Saturday, December 10, 2011

Our Revolution ?

In 1960, Television arrived in the US as the medium of record for politics with the Nixon - Kennedy debate.  This was the era of television controlled by only 3 networks, the era of the "fairness doctrine".  

That doctrine had its roots in the 1930s, when the US government sought to check the political power of the corporations who held absolute power over the TV airwaves. By the 1980s, Cable News had arrived, and the era of deregulation was well under way.  Ronald Regan vetoed an attempt to put that doctrine into law, and we arrived in the current era.

A spectrum of cable news channels convey news as entertainment, which is necessary to grab the attention of ever-shrinking television audiences.  But something has been lost. Another aspect of the fairness doctrine - the idea that media serves the public interest - is all but forgotten today.

Neil Postman's "Amusing Ourselves to Death" described the news media of 1985 as Huxley's "Brave New World" - dazzling its citizens as democracy fell apart.  

News as entertainment has pervaded our culture to the point where we have a generation that doesn't know anything different.  Government policy is not as gripping as campaigns, personalities and gaffes are. But as government continues to grow, we are not served by the information sources we have today. 

Electric media (television and radio) and government (based on print) have never had an easy relationship.  They have been drifting apart each other for 50 years now. There is, however, a natural fit between the print-based western political tradition, and the internet. And politics on the web is still a printed-word based medium. 

I continue to look for ways in which new media (such as the Sunlight Foundation) can shine a light on how we govern ourselves. McLuhan explained how new media can rip through old institutions quickly, and upend them. Certainly we have seen that at plan in the Arab Spring revolutions this year. 

When will our revolution arrive, and what will be the nature of it ? 

Sunday, November 20, 2011

Is facebook a medium or is it content ?

I'm rereading Understanding Media again. I last read it (for the 2nd or 3rd time) when the web was new.
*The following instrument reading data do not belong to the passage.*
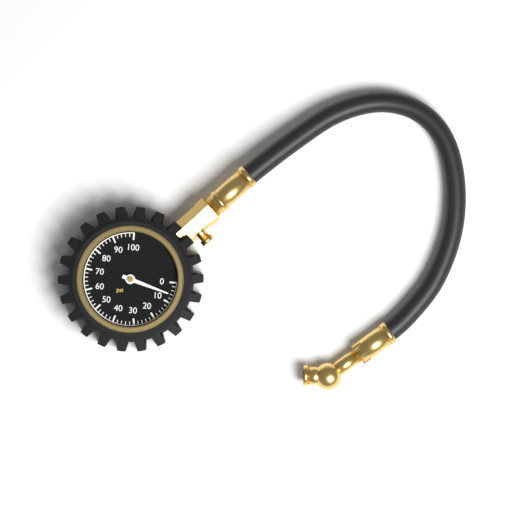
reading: 6 psi
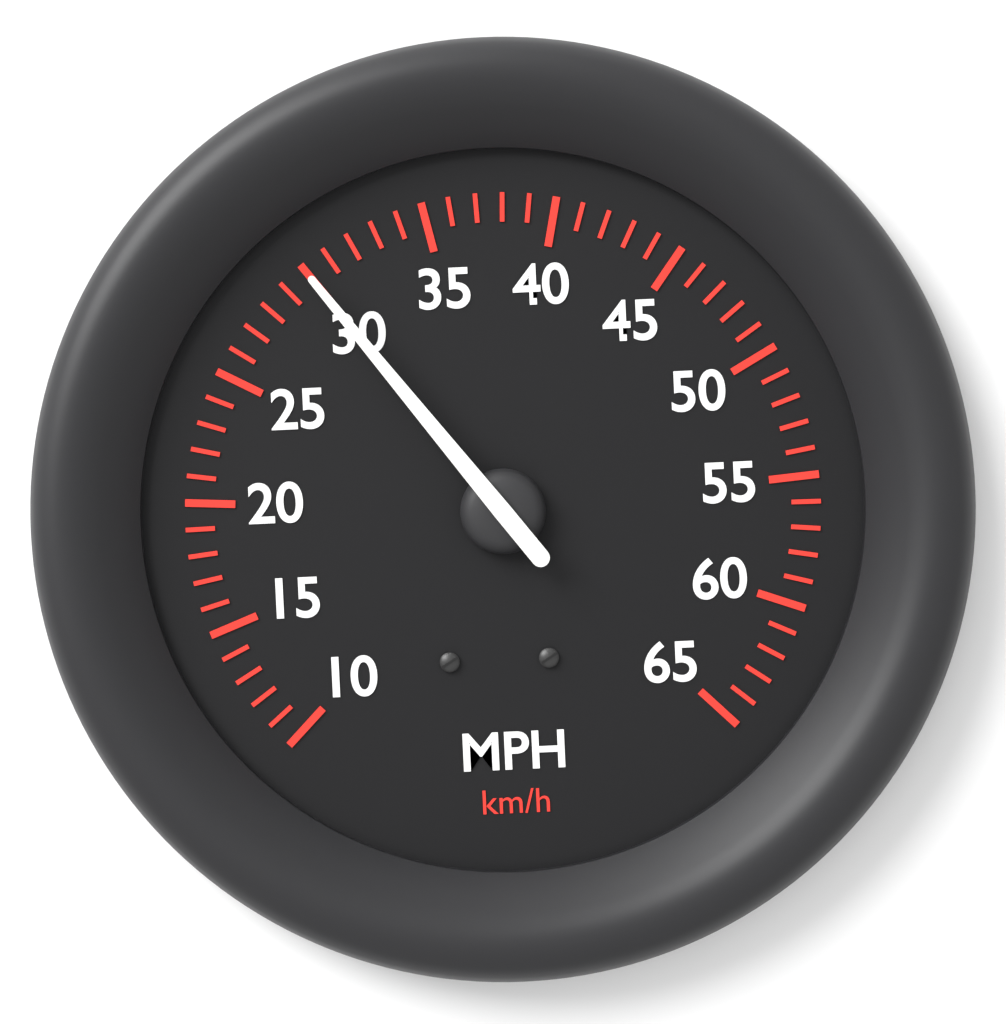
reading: 30 mph
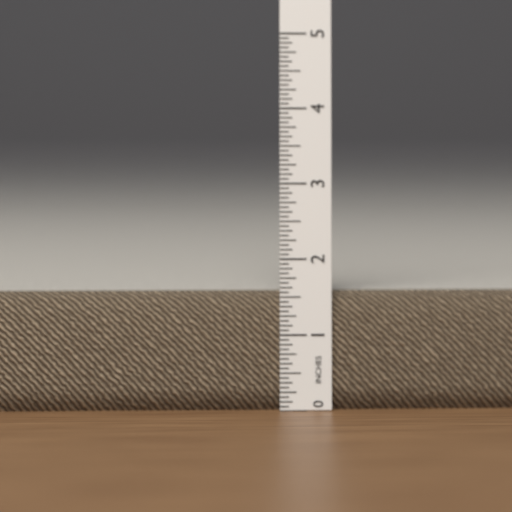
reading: 1.5625 in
Something hit me in the first chapter that didn't mean as much to me last time: the content for any medium is other media.

The example McLuhan gives is that the content of the printed word is the written word, the content of the written word is speech, and the content of speech is thought.
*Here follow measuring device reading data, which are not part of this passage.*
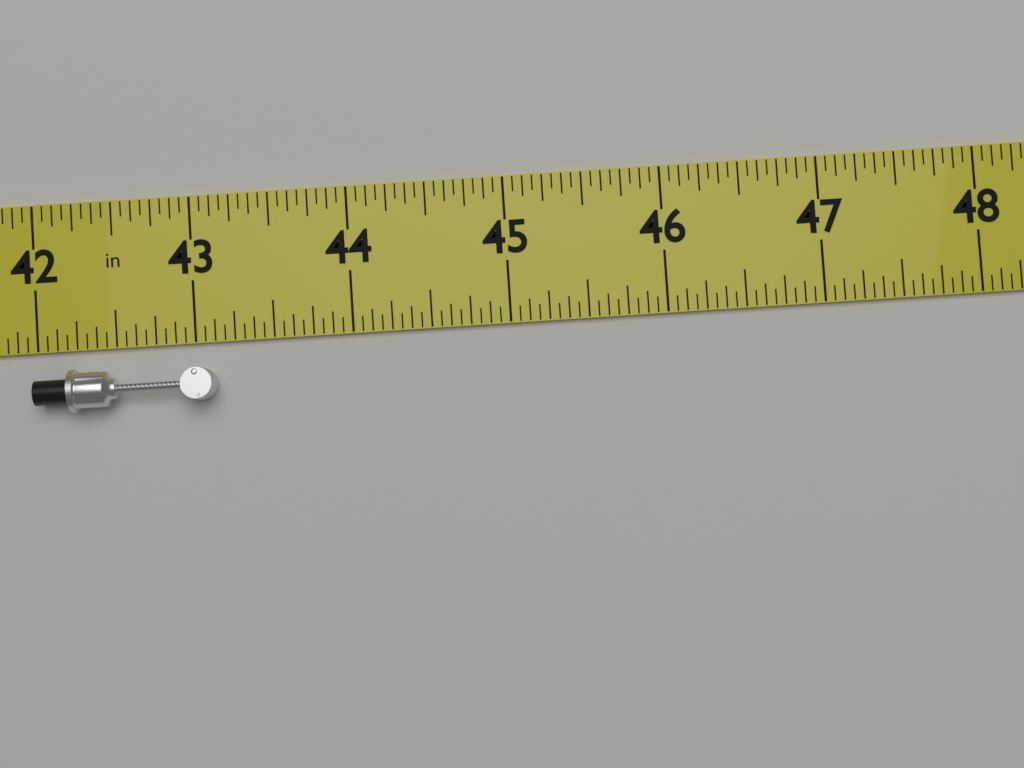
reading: 43.1250 in
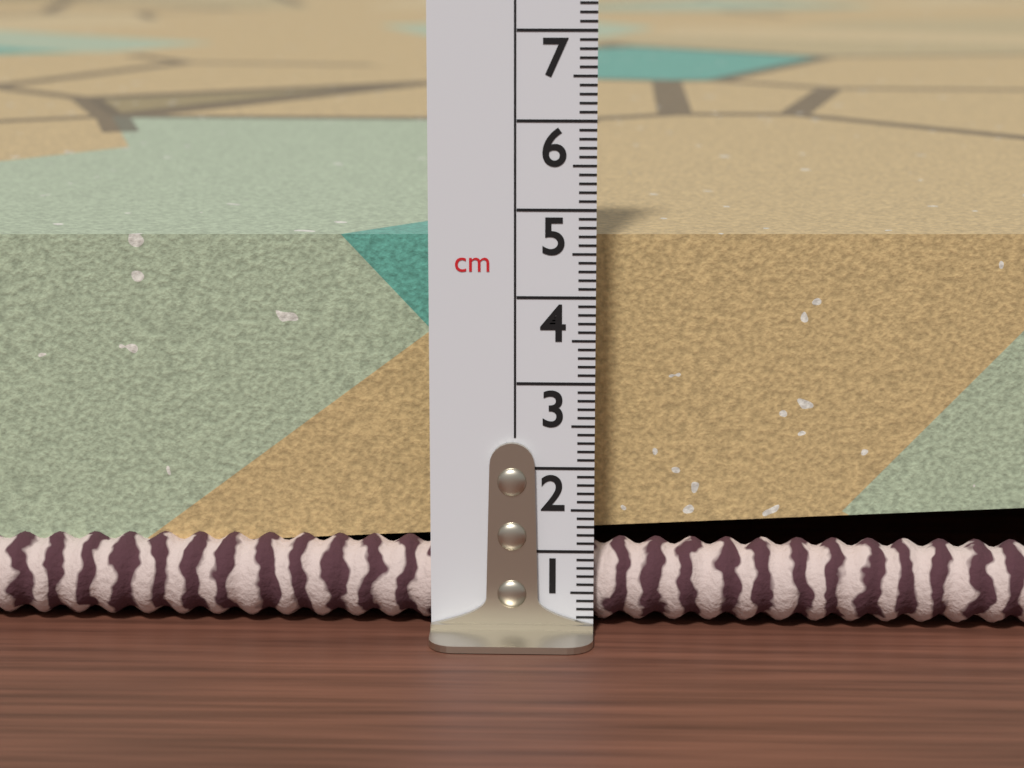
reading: 4.6 cm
So... what is facebook ? Medium or content ?

I came up with this so far: the content of the web is the internet, and the content of the internet is the written word and perhaps electronic communication along the lines of the telegraph.

So is facebook 'content' on the web, or is a new medium itself that contains the web ?

Saturday, November 19, 2011

Government Complexity




An idea from today:

"Maybe we need a new level of public stakeholder to deal with these problems. Civic volunteers who vote consistently, who are charged with informing themselves in detail about the activities of government - and by extension of business. "

They couldn't have anticipated how economies are managed today when they designed our system of democracy. Maybe we need something new ?




Thursday, May 26, 2011

Is Open Gov Dying ?


Distressing news about Open Gov stalling in the UK and US.







"The United States initiative, data.gov, set off with similar goals to those outlined by George Osborne today, but has now hit a few roadbumps.

Last month, its funding was slashed as part of the budget settlement between the White House and the House of Representatives, and its very survival appears to be under threat.

Even worse, the traffic figures appear to show that the US government's data transparency sites have failed to attract much interest from citizens - although the data community loves them."







Monday, January 31, 2011

Open GOV in Canada, thanks to Canadian Civil Servants themselves ?


Canadians continue to allow their institutions to operate above public scrutiny, even in this age of open data. Despite this new ray of hope, it seems to be commonly admitted now that Canadians are lagging behind.

From the Winnipeg Free Press:

OTTAWA - Civil servants are forging ahead with an open-data strategy for the federal government while politicians drag their heels on a formal policy.

A parliamentary committee has been studying the issue since last April and resumes debate this week, but documents obtained under Access to Information show that bureaucrats started drafting a plan in July.

Unlike the United States and Britain, Canada has no formal federal policy of making raw, taxpayer-funded data freely available to the public.

Civil servants have realized that needs to change.

At the July meeting to kick off the strategy, they drafted a five-point plan.

Sunday, January 9, 2011

Interactive Media Elitism

The mass media elite is slowly collapsing, as the individual cells (that is, us) that prop it up grow to broadcast our own points-of-view on the web, eroding their mass-media model.

Douglas Rushkoff says:

Projects like Wikipedia do not overthrow any elite at all, but merely replace one elite — in this case an academic one — with another: the interactive media elite...
Because our media IS interactive, our individual points-of-view can be collected and directed back at the mass media organs too - to meet them head-on and evoke a response.

I suggest that we start to do this first with our institutions: draw ourselves towards our government services first, to tie them closer to our community as we move forwards in this era of chaotic change.